Searing pyroclastic flows are mercifully unfamiliar to Southend, where Cheryl was born, and likewise the rural surroundings of ‘posh North Essex’ that she moved to as a child. She went on to study at the Yehudi Menuhin school in Surrey, and then Cambridge. Having never lived in a big city, I ask her if nature has been important to her for as long as she can remember.

‘It’s always been something that I return to, and I think it’ll become more and more a theme of my work, actually. It seems to be what I gravitate to most naturally’.

It has also helped her to win recognition. Her 2021 orchestral song-cycle Scenes from the Wild picked up an Ivor Novello Award in the Large Ensemble category. The 70-minute work is based on Dara McAnulty’s Diary of a Young Naturalist, a book which recounts how nature helped him through adolescence with autism. It won the Wainwright Prize for nature writing, garnering widespread praise along the way. 

Cheryl read about 30 books in search of a story for her commission, which was originally to be an opera. ‘It took a year to find it, it was Radio 4 book of the week. Within a week I’d decided to set it. It’s a wonderful book. He feels like there’s no barrier between him and the natural world.’ McAnulty attended its premiere in Glasgow, but despite winning the Novello, neither a second performance nor a recording is currently on the horizon – a frustrating situation that’s familiar to many composers.
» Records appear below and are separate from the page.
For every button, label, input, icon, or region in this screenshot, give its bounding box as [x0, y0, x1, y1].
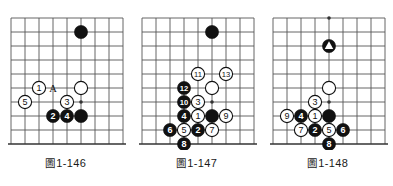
caption-mark-icon: 圖 [307, 157, 317, 169]
go-board-1-147: 12345678910111213 [131, 0, 262, 150]
svg-text:8: 8 [181, 139, 186, 149]
svg-text:9: 9 [223, 111, 228, 121]
svg-text:2: 2 [312, 125, 317, 135]
svg-text:5: 5 [181, 125, 186, 135]
svg-text:11: 11 [194, 70, 202, 79]
svg-text:10: 10 [180, 98, 188, 107]
svg-text:4: 4 [298, 111, 303, 121]
svg-text:4: 4 [181, 111, 186, 121]
figure-1-146: A12345 圖1-146 [0, 0, 131, 186]
svg-text:2: 2 [195, 125, 200, 135]
caption-number: 1-148 [318, 157, 348, 169]
svg-text:1: 1 [36, 83, 41, 93]
figure-1-148: 123456789 圖1-148 [262, 0, 393, 186]
caption-mark-icon: 圖 [45, 157, 55, 169]
svg-text:5: 5 [326, 125, 331, 135]
svg-text:5: 5 [22, 97, 27, 107]
svg-text:9: 9 [284, 111, 289, 121]
figure-caption-1-147: 圖1-147 [131, 155, 262, 170]
svg-text:A: A [49, 83, 57, 94]
svg-text:7: 7 [298, 125, 303, 135]
svg-text:12: 12 [180, 84, 188, 93]
go-board-1-148: 123456789 [262, 0, 393, 150]
go-diagram-sheet: A12345 圖1-146 12345678910111213 圖1-147 1… [0, 0, 393, 186]
svg-text:13: 13 [222, 70, 230, 79]
figure-caption-1-148: 圖1-148 [262, 155, 393, 170]
svg-text:1: 1 [312, 111, 317, 121]
go-board-1-146: A12345 [0, 0, 131, 150]
caption-number: 1-147 [187, 157, 217, 169]
svg-text:6: 6 [167, 125, 172, 135]
svg-text:1: 1 [195, 111, 200, 121]
svg-text:4: 4 [64, 111, 69, 121]
svg-text:7: 7 [209, 125, 214, 135]
figure-caption-1-146: 圖1-146 [0, 155, 131, 170]
svg-text:3: 3 [64, 97, 69, 107]
figure-1-147: 12345678910111213 圖1-147 [131, 0, 262, 186]
svg-text:3: 3 [195, 97, 200, 107]
svg-text:8: 8 [326, 139, 331, 149]
svg-text:3: 3 [312, 97, 317, 107]
svg-text:2: 2 [50, 111, 55, 121]
caption-number: 1-146 [56, 157, 86, 169]
svg-text:6: 6 [340, 125, 345, 135]
caption-mark-icon: 圖 [176, 157, 186, 169]
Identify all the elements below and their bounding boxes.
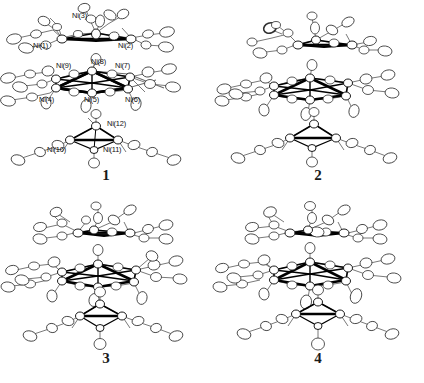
atom-label-ni5: Ni(5) <box>84 96 99 103</box>
panel-3-number: 3 <box>0 350 212 367</box>
middle-cluster <box>0 245 187 308</box>
structure-panel-2: 2 <box>212 0 424 191</box>
panel-1-number: 1 <box>0 167 212 184</box>
atom-label-ni12: Ni(12) <box>107 120 126 127</box>
atom-label-ni9: Ni(9) <box>56 62 71 69</box>
atom-label-ni10: Ni(10) <box>47 146 66 153</box>
bottom-cluster <box>230 108 398 168</box>
atom-label-ni6: Ni(6) <box>125 96 140 103</box>
panel-1-diagram <box>0 0 212 191</box>
atom-label-ni8: Ni(8) <box>91 58 106 65</box>
atom-label-ni7: Ni(7) <box>115 62 130 69</box>
panel-2-number: 2 <box>212 167 424 184</box>
ortep-figure: 1 Ni(3) Ni(1) Ni(2) Ni(9) Ni(8) Ni(7) Ni… <box>0 0 424 383</box>
top-cluster <box>244 202 388 246</box>
atom-label-ni1: Ni(1) <box>33 42 48 49</box>
panel-4-number: 4 <box>212 350 424 367</box>
structure-panel-3: 3 <box>0 192 212 383</box>
bottom-cluster <box>22 287 184 350</box>
bottom-cluster <box>10 110 182 169</box>
middle-cluster <box>212 243 401 310</box>
top-cluster <box>6 2 176 54</box>
atom-label-ni2: Ni(2) <box>118 42 133 49</box>
panel-2-diagram <box>212 0 424 191</box>
atom-label-ni3: Ni(3) <box>72 12 87 19</box>
top-cluster <box>247 12 393 59</box>
middle-cluster <box>214 60 399 122</box>
structure-panel-1: 1 Ni(3) Ni(1) Ni(2) Ni(9) Ni(8) Ni(7) Ni… <box>0 0 212 191</box>
atom-label-ni4: Ni(4) <box>39 96 54 103</box>
atom-label-ni11: Ni(11) <box>103 146 121 153</box>
top-cluster <box>32 202 174 245</box>
structure-panel-4: 4 <box>212 192 424 383</box>
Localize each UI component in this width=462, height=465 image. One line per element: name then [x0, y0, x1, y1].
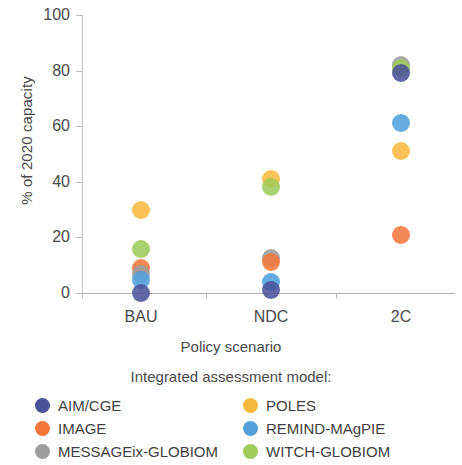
y-tick-label: 40: [26, 174, 70, 190]
legend-label: POLES: [266, 397, 316, 414]
legend: Integrated assessment model: AIM/CGEPOLE…: [0, 368, 462, 463]
legend-label: REMIND-MAgPIE: [266, 420, 385, 437]
legend-entries: AIM/CGEPOLESIMAGEREMIND-MAgPIEMESSAGEix-…: [35, 394, 427, 463]
legend-swatch-icon: [35, 421, 50, 436]
y-axis-line: [82, 15, 83, 293]
data-point: [392, 226, 410, 244]
x-tick-mark: [336, 293, 337, 299]
legend-entry: MESSAGEix-GLOBIOM: [35, 443, 243, 460]
legend-label: MESSAGEix-GLOBIOM: [58, 443, 218, 460]
data-point: [262, 281, 280, 299]
y-tick-label: 60: [26, 118, 70, 134]
x-axis-title: Policy scenario: [0, 338, 462, 355]
y-tick-label: 100: [26, 7, 70, 23]
x-tick-label: NDC: [211, 309, 331, 325]
data-point: [392, 114, 410, 132]
y-tick-label: 0: [26, 285, 70, 301]
x-tick-mark: [206, 293, 207, 299]
legend-entry: WITCH-GLOBIOM: [243, 443, 427, 460]
data-point: [132, 201, 150, 219]
x-tick-label: 2C: [341, 309, 461, 325]
x-tick-mark: [82, 293, 83, 299]
legend-swatch-icon: [243, 398, 258, 413]
data-point: [262, 253, 280, 271]
legend-entry: POLES: [243, 397, 427, 414]
data-point: [392, 142, 410, 160]
legend-swatch-icon: [35, 444, 50, 459]
legend-label: IMAGE: [58, 420, 106, 437]
legend-label: AIM/CGE: [58, 397, 121, 414]
legend-swatch-icon: [243, 421, 258, 436]
legend-title: Integrated assessment model:: [0, 368, 462, 385]
legend-label: WITCH-GLOBIOM: [266, 443, 390, 460]
data-point: [132, 284, 150, 302]
x-tick-label: BAU: [81, 309, 201, 325]
scatter-chart: % of 2020 capacity 020406080100 BAUNDC2C…: [0, 0, 462, 465]
y-tick-label: 20: [26, 229, 70, 245]
data-point: [262, 178, 280, 196]
plot-area: % of 2020 capacity 020406080100 BAUNDC2C: [0, 0, 462, 300]
legend-entry: REMIND-MAgPIE: [243, 420, 427, 437]
legend-entry: IMAGE: [35, 420, 243, 437]
data-point: [392, 64, 410, 82]
legend-swatch-icon: [35, 398, 50, 413]
y-tick-label: 80: [26, 63, 70, 79]
legend-entry: AIM/CGE: [35, 397, 243, 414]
legend-swatch-icon: [243, 444, 258, 459]
data-point: [132, 240, 150, 258]
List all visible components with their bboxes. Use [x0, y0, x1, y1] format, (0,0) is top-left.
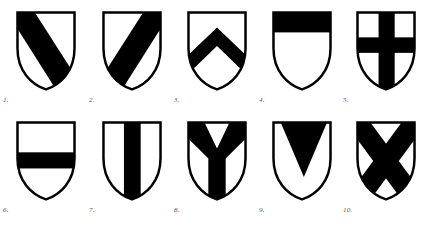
- figure-number-6: 6.: [3, 207, 9, 214]
- pale-charge: [124, 120, 141, 202]
- heraldic-ordinaries-plate: 1. 2.: [0, 0, 432, 225]
- figure-bend-sinister: 2.: [86, 2, 172, 114]
- shield-pale: [101, 120, 163, 202]
- cross-fess-arm: [355, 37, 417, 53]
- figure-number-1: 1.: [3, 97, 9, 104]
- figure-number-8: 8.: [174, 207, 180, 214]
- figure-chevron: 3.: [171, 2, 257, 114]
- shield-chief: [271, 10, 333, 92]
- figure-pile: 9.: [256, 112, 342, 224]
- figure-number-2: 2.: [89, 97, 95, 104]
- figure-pale: 7.: [86, 112, 172, 224]
- fess-charge: [15, 152, 77, 168]
- shield-bend-sinister: [101, 10, 163, 92]
- shield-bend: [15, 10, 77, 92]
- figure-number-9: 9.: [259, 207, 265, 214]
- figure-fess: 6.: [0, 112, 86, 224]
- shield-fess: [15, 120, 77, 202]
- figure-number-4: 4.: [259, 97, 265, 104]
- figure-saltire: 10.: [340, 112, 426, 224]
- shield-row-top: 1. 2.: [0, 2, 432, 114]
- shield-row-bottom: 6. 7.: [0, 112, 432, 224]
- shield-cross: [355, 10, 417, 92]
- shield-pall: [186, 120, 248, 202]
- figure-number-10: 10.: [343, 207, 352, 214]
- shield-pile: [271, 120, 333, 202]
- figure-bend: 1.: [0, 2, 86, 114]
- figure-pall: 8.: [171, 112, 257, 224]
- figure-number-5: 5.: [343, 97, 349, 104]
- figure-chief: 4.: [256, 2, 342, 114]
- figure-cross: 5.: [340, 2, 426, 114]
- shield-chevron: [186, 10, 248, 92]
- shield-saltire: [355, 120, 417, 202]
- figure-number-3: 3.: [174, 97, 180, 104]
- figure-number-7: 7.: [89, 207, 95, 214]
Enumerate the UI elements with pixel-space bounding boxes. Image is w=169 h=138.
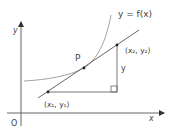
point-2-dot <box>116 44 119 47</box>
rise-label: y <box>121 64 126 73</box>
origin-label: O <box>11 119 17 128</box>
diagram-root: y = f(x) y x O P (x₂, y₂) y (x₁, y₁) <box>0 0 169 138</box>
point-1-dot <box>47 91 50 94</box>
right-angle-marker <box>111 86 117 92</box>
tangent-diagram: y = f(x) y x O P (x₂, y₂) y (x₁, y₁) <box>0 0 169 138</box>
point-2-label: (x₂, y₂) <box>125 46 151 55</box>
y-axis-label: y <box>12 26 18 35</box>
point-1-label: (x₁, y₁) <box>44 100 70 109</box>
point-p-label: P <box>75 53 81 63</box>
function-curve <box>24 15 111 81</box>
curve-label: y = f(x) <box>118 9 152 19</box>
x-axis-label: x <box>148 114 154 123</box>
point-p-dot <box>83 67 86 70</box>
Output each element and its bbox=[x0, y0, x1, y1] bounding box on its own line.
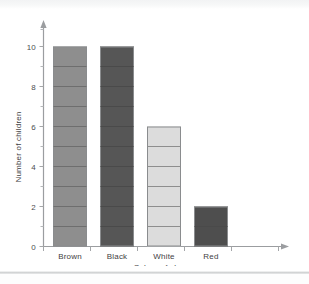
y-axis-arrow-icon bbox=[40, 20, 46, 28]
x-axis-category-labels: Brown Black White Red bbox=[58, 252, 218, 261]
bar-black[interactable] bbox=[100, 47, 134, 247]
x-tick-label-red: Red bbox=[203, 252, 218, 261]
chart-page: 0 2 4 6 8 10 Number of children bbox=[0, 0, 309, 284]
y-tick-label-0: 0 bbox=[31, 243, 36, 252]
bar-chart: 0 2 4 6 8 10 Number of children bbox=[0, 0, 309, 266]
bar-red[interactable] bbox=[194, 207, 228, 247]
page-bottom-band bbox=[0, 274, 309, 284]
bar-brown[interactable] bbox=[53, 47, 87, 247]
x-tick-label-white: White bbox=[153, 252, 175, 261]
x-axis-arrow-icon bbox=[281, 243, 289, 249]
y-tick-label-8: 8 bbox=[31, 83, 36, 92]
x-axis-title: Colour of shoes bbox=[133, 263, 192, 266]
x-tick-label-black: Black bbox=[107, 252, 128, 261]
x-axis-ticks bbox=[44, 247, 279, 252]
bar-white[interactable] bbox=[147, 127, 181, 247]
x-tick-label-brown: Brown bbox=[58, 252, 82, 261]
y-axis-title: Number of children bbox=[14, 111, 23, 182]
y-tick-label-2: 2 bbox=[31, 203, 36, 212]
y-tick-label-10: 10 bbox=[27, 43, 37, 52]
y-axis-tick-labels: 0 2 4 6 8 10 bbox=[27, 43, 37, 252]
y-axis bbox=[40, 20, 46, 247]
bar-chart-svg: 0 2 4 6 8 10 Number of children bbox=[0, 0, 309, 266]
y-tick-label-4: 4 bbox=[31, 163, 36, 172]
y-tick-label-6: 6 bbox=[31, 123, 36, 132]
It’s perhaps a sign of an environmentally-conscious generation of young musicians that another of Cheryl’s recent commissions has a nature theme. The pianist Annie Lim handed her a copy of Sue Stuart-Smith’s The Well-Gardened Mind, after discovering the benefits of gardening during a long Vancouver lockdown. Cheryl’s piece for Lim, Dance Suite, takes its inspiration from the book and is premiered at Presteigne Festival in August. 

But it’s upcoming opportunities to collaborate with scientists that seem to really excite the composer. Her face lights up when she speaks about composing a string quartet for the 25th anniversary of the Gregor Mendel Institute of Molecular Plant Biology in Vienna. She explains that a root won’t extend unless it senses gravity, so you can’t lay it on horizontally on a microscope slide and expect to see any action. ‘I really love this idea…and the way that makes you think. Rather than just representing it with a note gradually going down, you want to think about gravity, how does gravity work in harmony for instance, and I guess you might say pulling from one tonal centre to another is a form of gravity, right?’

Neither is that the end of her laboratory adventures. A commission for the pianist Charles Owen has taken her to the Oxford Physics Department. ‘I literally didn’t even do science GCSE, they let me skip it so I could practise more’, she marvels. ‘Suddenly I’m in the sub-2-level basement of this building where they do experiments, and it’s all underground to avoid vibrations. There’s three scientists who are slowing down atoms, they’re all patiently explaining this to me. I just find it very, very exciting, and the fact that composition has allowed me to do all this stuff. It’s a great honour and a privilege to have access to these people.’

While the Merton College fellowship has opened doors, she had previously spent a year as Composer in Residence at Cambridge’s Psychiatry department, observing a group investigating early-onset psychosis. ‘It was a leap of faith and a pragmatic desire to get money that led to all of this’, she tells me. ‘It’s just a sort of desperation to be able to survive as a composer’. This approach to work can make her feel ‘a bit like a market trader’, but it has allowed her to compose full time. ‘Remarkably’, she says, ‘it keeps not going wrong. I have a very cheap lifestyle.’

What’s clear is that Cheryl’s innate energy and curiosity allows her to engage artistically in a bewildering array of subjects, whatever opportunities might come her way.

‘Earth, Sea, Air’ will be performed on Friday 26th July at the BBC Proms. A recording is available from Chandos.